Yesterday, we drove into Flint to see family and had to take a detour off of Dort Highway because only two hours earlier, a shooting had occurred outside of the Big John Steak and Onion shop. A shooting at eleven in the morning. The shooting was the result of a theft and the subsequent retaliation.

My friend, who also grew up in Flint, but now lives in Detroit, messaged, “Who is robbing shit on S. Dort???” After I gave her some of the details of the shooting, which I won’t go into, she replied: “And that’s why you don’t rob people off of Dort Highway.”

I really can’t lambaste Flint because I didn’t stick around and try to help my community. My answer to what I experienced growing up, what I saw on the horizon, was to leave. And that’s what I did. I occasionally drive in to see family, meet with old friends and visit the Flint Institute of Arts.

Recently, the friend that I mentioned above informed me that somebody has been burning abandoned buildings again.

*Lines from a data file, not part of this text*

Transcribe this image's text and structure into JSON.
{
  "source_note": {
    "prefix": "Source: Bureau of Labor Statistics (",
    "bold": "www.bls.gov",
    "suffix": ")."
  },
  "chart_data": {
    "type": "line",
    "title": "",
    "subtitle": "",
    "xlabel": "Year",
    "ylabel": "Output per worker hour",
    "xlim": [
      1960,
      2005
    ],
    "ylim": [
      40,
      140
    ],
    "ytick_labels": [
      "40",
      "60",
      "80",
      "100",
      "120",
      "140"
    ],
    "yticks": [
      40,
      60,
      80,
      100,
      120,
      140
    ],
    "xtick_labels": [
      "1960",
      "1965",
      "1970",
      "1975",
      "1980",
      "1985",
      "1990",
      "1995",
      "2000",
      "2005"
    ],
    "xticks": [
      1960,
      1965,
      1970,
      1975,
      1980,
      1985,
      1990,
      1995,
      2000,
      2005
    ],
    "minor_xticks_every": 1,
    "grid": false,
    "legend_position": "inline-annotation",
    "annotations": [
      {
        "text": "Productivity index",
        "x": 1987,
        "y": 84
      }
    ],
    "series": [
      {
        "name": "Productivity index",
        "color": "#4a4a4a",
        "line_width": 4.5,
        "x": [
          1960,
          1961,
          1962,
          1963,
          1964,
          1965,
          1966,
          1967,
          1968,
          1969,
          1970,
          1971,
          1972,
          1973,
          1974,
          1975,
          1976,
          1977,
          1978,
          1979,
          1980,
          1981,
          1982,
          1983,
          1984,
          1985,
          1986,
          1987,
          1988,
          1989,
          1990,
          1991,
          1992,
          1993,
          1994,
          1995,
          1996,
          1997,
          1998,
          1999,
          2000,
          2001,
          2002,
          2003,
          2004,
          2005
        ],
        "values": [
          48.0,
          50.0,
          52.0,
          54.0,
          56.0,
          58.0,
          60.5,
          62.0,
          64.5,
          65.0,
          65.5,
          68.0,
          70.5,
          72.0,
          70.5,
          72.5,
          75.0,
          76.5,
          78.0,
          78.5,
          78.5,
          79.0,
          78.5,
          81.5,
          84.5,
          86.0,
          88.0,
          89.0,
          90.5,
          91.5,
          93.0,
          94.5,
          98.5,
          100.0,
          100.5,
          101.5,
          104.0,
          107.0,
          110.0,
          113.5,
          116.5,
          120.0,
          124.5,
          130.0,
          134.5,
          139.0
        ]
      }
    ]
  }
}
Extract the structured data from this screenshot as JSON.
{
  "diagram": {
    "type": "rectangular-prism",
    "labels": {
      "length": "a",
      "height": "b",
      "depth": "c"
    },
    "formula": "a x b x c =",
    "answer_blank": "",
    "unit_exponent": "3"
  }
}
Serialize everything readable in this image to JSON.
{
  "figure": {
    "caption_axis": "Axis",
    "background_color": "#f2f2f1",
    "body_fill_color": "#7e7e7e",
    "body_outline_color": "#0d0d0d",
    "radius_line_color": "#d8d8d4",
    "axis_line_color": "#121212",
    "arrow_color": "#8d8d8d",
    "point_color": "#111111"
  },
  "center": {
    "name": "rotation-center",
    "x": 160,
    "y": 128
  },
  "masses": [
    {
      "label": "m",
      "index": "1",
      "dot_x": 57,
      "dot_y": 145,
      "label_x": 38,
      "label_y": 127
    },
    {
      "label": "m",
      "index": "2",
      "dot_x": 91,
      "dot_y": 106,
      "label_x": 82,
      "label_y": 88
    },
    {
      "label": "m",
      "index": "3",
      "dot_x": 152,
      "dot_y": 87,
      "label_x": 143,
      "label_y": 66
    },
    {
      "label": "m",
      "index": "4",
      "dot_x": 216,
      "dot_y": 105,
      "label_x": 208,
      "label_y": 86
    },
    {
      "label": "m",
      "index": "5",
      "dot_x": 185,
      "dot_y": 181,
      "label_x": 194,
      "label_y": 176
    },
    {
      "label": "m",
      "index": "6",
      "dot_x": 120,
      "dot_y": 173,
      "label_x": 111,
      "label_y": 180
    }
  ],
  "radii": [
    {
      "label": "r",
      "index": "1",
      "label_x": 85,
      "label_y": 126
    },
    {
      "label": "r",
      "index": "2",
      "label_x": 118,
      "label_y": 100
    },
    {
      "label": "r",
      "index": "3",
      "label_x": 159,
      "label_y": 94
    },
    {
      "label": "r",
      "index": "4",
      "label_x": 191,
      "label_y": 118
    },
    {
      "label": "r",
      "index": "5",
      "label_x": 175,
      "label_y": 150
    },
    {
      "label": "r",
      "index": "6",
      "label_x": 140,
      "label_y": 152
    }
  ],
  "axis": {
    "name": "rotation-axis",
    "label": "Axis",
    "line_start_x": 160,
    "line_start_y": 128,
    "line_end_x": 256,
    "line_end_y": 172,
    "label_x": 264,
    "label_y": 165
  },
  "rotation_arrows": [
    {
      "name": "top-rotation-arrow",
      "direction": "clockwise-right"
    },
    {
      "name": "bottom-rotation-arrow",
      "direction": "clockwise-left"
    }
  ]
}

Two, in particular, caught her attention: the old pharmacy across from the original Angelo’s, and the clock shop on the corner of Dort and Robert T. Longway. Both of these buildings have been vacant for years. But none of these places are ever really abandoned in our minds.

The pharmacy was significant for me because I used to walk to it from my grandmother’s house with my uncle. In my semi-autobiographical coming-of-age novel, Your Silent Face, the protagonist and his uncle spend several tense moments together in a fictionalized version of this pharmacy.

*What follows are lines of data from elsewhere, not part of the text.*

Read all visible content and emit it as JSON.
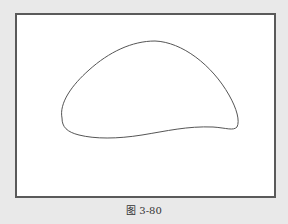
{
  "figure": {
    "caption": "图 3-80",
    "shape": "closed-curve-outline",
    "frame_border_color": "#5a5a5a",
    "background_color": "#e9e9e9",
    "stroke_color": "#555555"
  }
}
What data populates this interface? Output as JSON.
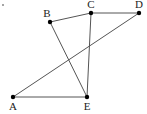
{
  "diagram": {
    "type": "geometry-figure",
    "stroke_color": "#555555",
    "point_color": "#000000",
    "stray_mark": {
      "x": 3,
      "y": 5
    },
    "points": [
      {
        "id": "A",
        "label": "A",
        "x": 13,
        "y": 97,
        "lx": 13,
        "ly": 110
      },
      {
        "id": "B",
        "label": "B",
        "x": 50,
        "y": 22,
        "lx": 47,
        "ly": 17
      },
      {
        "id": "C",
        "label": "C",
        "x": 91,
        "y": 13,
        "lx": 91,
        "ly": 8
      },
      {
        "id": "D",
        "label": "D",
        "x": 139,
        "y": 13,
        "lx": 139,
        "ly": 8
      },
      {
        "id": "E",
        "label": "E",
        "x": 87,
        "y": 97,
        "lx": 87,
        "ly": 110
      }
    ],
    "segments": [
      [
        "B",
        "C"
      ],
      [
        "C",
        "D"
      ],
      [
        "D",
        "A"
      ],
      [
        "A",
        "E"
      ],
      [
        "B",
        "E"
      ],
      [
        "C",
        "E"
      ]
    ]
  }
}
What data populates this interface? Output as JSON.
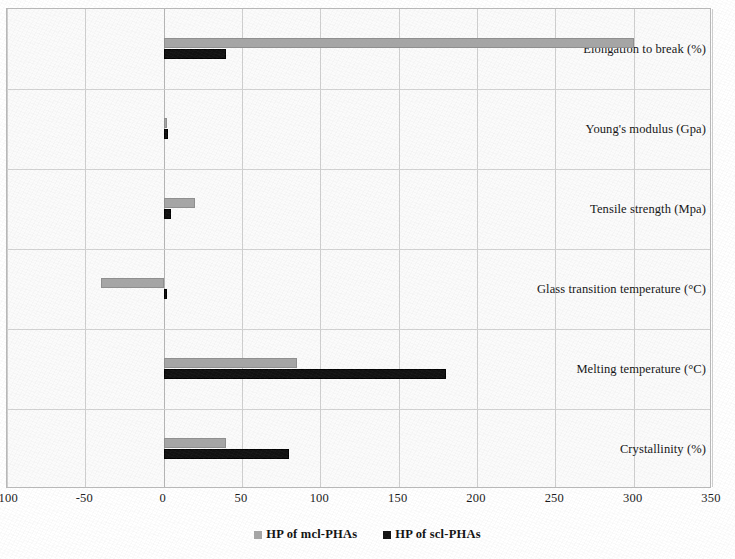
{
  "chart_data": {
    "type": "bar",
    "orientation": "horizontal",
    "title": "",
    "subtitle": "",
    "xlabel": "",
    "ylabel": "",
    "xlim": [
      -100,
      350
    ],
    "xticks": [
      -100,
      -50,
      0,
      50,
      100,
      150,
      200,
      250,
      300,
      350
    ],
    "xtick_labels": [
      "-100",
      "-50",
      "0",
      "50",
      "100",
      "150",
      "200",
      "250",
      "300",
      "350"
    ],
    "grid": true,
    "grid_axis": "both",
    "legend_position": "bottom",
    "categories": [
      "Elongation to break (%)",
      "Young's modulus (Gpa)",
      "Tensile strength (Mpa)",
      "Glass transition temperature (°C)",
      "Melting temperature (°C)",
      "Crystallinity (%)"
    ],
    "series": [
      {
        "name": "HP of mcl-PHAs",
        "color": "#a6a6a6",
        "values": [
          300,
          0.5,
          20,
          -40,
          85,
          40
        ]
      },
      {
        "name": "HP of scl-PHAs",
        "color": "#111111",
        "values": [
          40,
          3,
          5,
          2,
          180,
          80
        ]
      }
    ]
  },
  "legend": {
    "items": [
      {
        "label": "HP of mcl-PHAs",
        "swatch": "mcl"
      },
      {
        "label": "HP of scl-PHAs",
        "swatch": "scl"
      }
    ]
  }
}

Another East Side building that has been torched and gutted is the old Brown’s Funeral Home. This place is mentioned in YSF, as well. Stuart, the protagonist, avoids driving past it as he roves across the East Side because it brings back painful memories of when his grandfather suddenly died.

I am including photos. I do not like to dwell on urban blight, but maybe it has to be acknowledged. These places look nothing like this in my mind—my imagination—and I guess that a part of me tries to keep it that way.

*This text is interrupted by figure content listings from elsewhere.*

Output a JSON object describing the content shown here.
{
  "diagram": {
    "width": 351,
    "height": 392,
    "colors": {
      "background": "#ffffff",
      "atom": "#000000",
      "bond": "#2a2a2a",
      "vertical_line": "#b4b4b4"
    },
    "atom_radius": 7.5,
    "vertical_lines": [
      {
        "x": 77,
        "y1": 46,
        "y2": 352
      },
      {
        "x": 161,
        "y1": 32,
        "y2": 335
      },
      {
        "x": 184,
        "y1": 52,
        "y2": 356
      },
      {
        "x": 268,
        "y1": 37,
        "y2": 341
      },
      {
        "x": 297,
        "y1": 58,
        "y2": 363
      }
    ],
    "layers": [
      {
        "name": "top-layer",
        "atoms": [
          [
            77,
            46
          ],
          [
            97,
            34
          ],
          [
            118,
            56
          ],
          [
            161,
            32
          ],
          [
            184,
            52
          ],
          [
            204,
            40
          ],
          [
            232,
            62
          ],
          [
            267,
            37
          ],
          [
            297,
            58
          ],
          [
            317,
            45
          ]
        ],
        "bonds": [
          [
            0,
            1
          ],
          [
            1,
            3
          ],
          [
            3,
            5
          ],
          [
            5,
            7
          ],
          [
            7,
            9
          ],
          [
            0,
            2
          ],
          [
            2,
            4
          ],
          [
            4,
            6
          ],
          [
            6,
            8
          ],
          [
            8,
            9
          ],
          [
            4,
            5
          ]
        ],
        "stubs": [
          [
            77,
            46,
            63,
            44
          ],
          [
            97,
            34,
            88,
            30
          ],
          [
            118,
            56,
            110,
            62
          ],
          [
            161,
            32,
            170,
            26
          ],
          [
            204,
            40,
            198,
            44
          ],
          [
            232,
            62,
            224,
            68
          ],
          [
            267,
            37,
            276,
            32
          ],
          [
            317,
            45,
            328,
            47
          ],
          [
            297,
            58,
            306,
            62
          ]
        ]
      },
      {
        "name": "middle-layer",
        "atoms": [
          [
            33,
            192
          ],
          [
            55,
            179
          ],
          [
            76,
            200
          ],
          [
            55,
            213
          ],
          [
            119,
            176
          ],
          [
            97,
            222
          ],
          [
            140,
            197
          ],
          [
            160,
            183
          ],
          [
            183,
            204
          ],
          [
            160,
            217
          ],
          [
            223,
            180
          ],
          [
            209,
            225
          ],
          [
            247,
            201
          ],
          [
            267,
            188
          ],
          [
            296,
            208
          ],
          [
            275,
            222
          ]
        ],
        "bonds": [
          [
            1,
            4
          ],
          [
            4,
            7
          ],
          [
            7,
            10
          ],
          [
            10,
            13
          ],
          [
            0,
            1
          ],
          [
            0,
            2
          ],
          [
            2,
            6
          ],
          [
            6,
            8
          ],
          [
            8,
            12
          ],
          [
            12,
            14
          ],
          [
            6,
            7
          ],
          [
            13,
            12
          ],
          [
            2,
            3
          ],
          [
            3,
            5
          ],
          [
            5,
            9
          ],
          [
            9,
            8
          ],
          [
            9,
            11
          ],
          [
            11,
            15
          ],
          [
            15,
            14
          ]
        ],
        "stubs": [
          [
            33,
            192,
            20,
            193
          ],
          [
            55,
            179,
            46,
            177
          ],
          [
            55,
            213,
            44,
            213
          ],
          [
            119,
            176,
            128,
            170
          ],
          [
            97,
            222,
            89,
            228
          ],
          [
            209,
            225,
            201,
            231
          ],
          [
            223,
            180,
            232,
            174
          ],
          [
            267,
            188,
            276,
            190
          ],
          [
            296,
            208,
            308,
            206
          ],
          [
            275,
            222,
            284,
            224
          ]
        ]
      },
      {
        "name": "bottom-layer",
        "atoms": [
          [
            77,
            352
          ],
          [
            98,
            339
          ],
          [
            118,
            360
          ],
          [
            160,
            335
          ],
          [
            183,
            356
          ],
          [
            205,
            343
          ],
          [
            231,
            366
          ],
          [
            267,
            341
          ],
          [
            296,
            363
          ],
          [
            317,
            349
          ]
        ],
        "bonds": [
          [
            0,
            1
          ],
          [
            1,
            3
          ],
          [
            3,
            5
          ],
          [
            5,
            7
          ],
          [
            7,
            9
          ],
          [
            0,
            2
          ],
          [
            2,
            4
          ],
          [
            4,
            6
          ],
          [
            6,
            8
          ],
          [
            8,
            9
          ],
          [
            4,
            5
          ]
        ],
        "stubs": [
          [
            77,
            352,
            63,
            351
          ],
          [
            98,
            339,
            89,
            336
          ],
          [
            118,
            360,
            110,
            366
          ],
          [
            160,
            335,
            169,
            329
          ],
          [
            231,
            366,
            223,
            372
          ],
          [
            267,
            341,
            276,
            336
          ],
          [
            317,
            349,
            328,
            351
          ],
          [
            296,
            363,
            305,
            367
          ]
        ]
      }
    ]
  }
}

I think my novel preserves a part of Flint—some places, some people, some moments—but I also think that this is complicated. I didn’t sugar-coat anything. I blurred and fictionalized people, places and events while trying to be true to an experience. I might have focused on too many negatives. I might have kicked my hometown one too many times while it was down. I tried to provide a bit of balance while remaining faithful to the perspective of a mixed up, sensitive, angry narrator who dwelt on his tough experiences more than his tender ones—who struggled with class, religion, violence and failure.

Good or bad, or neither, I do believe that stories preserve a place, or, more like one’s experience or perception of a place. It’s a fact, or a Romantic idea. Maybe both. I think that stories can help other people. I think in some way that they can help the person who writes them. I think history matters, and that people have to question stories for historical accuracy. Like I said, I haven’t contributed to Flint’s welfare or future. But I think that I get to have my say because I was born and raised there. I spent all of my formative years there. I like to think that maybe my novel is some sort of contribution, but if I am being honest, I’m not really sure.

#Flint #EastSide #Angelos #FlintEastSide #YourSilentFace

The vacant pharmacy at the corner of Franklin and Davison.

What used to be Brown’s Funeral Home.

Both of my grandparents lived a couple of blocks from both of these places, and for the first six years of my life, I did, too. But even after we moved less than two miles away, this neighborhood was still the hub of my life for many more years.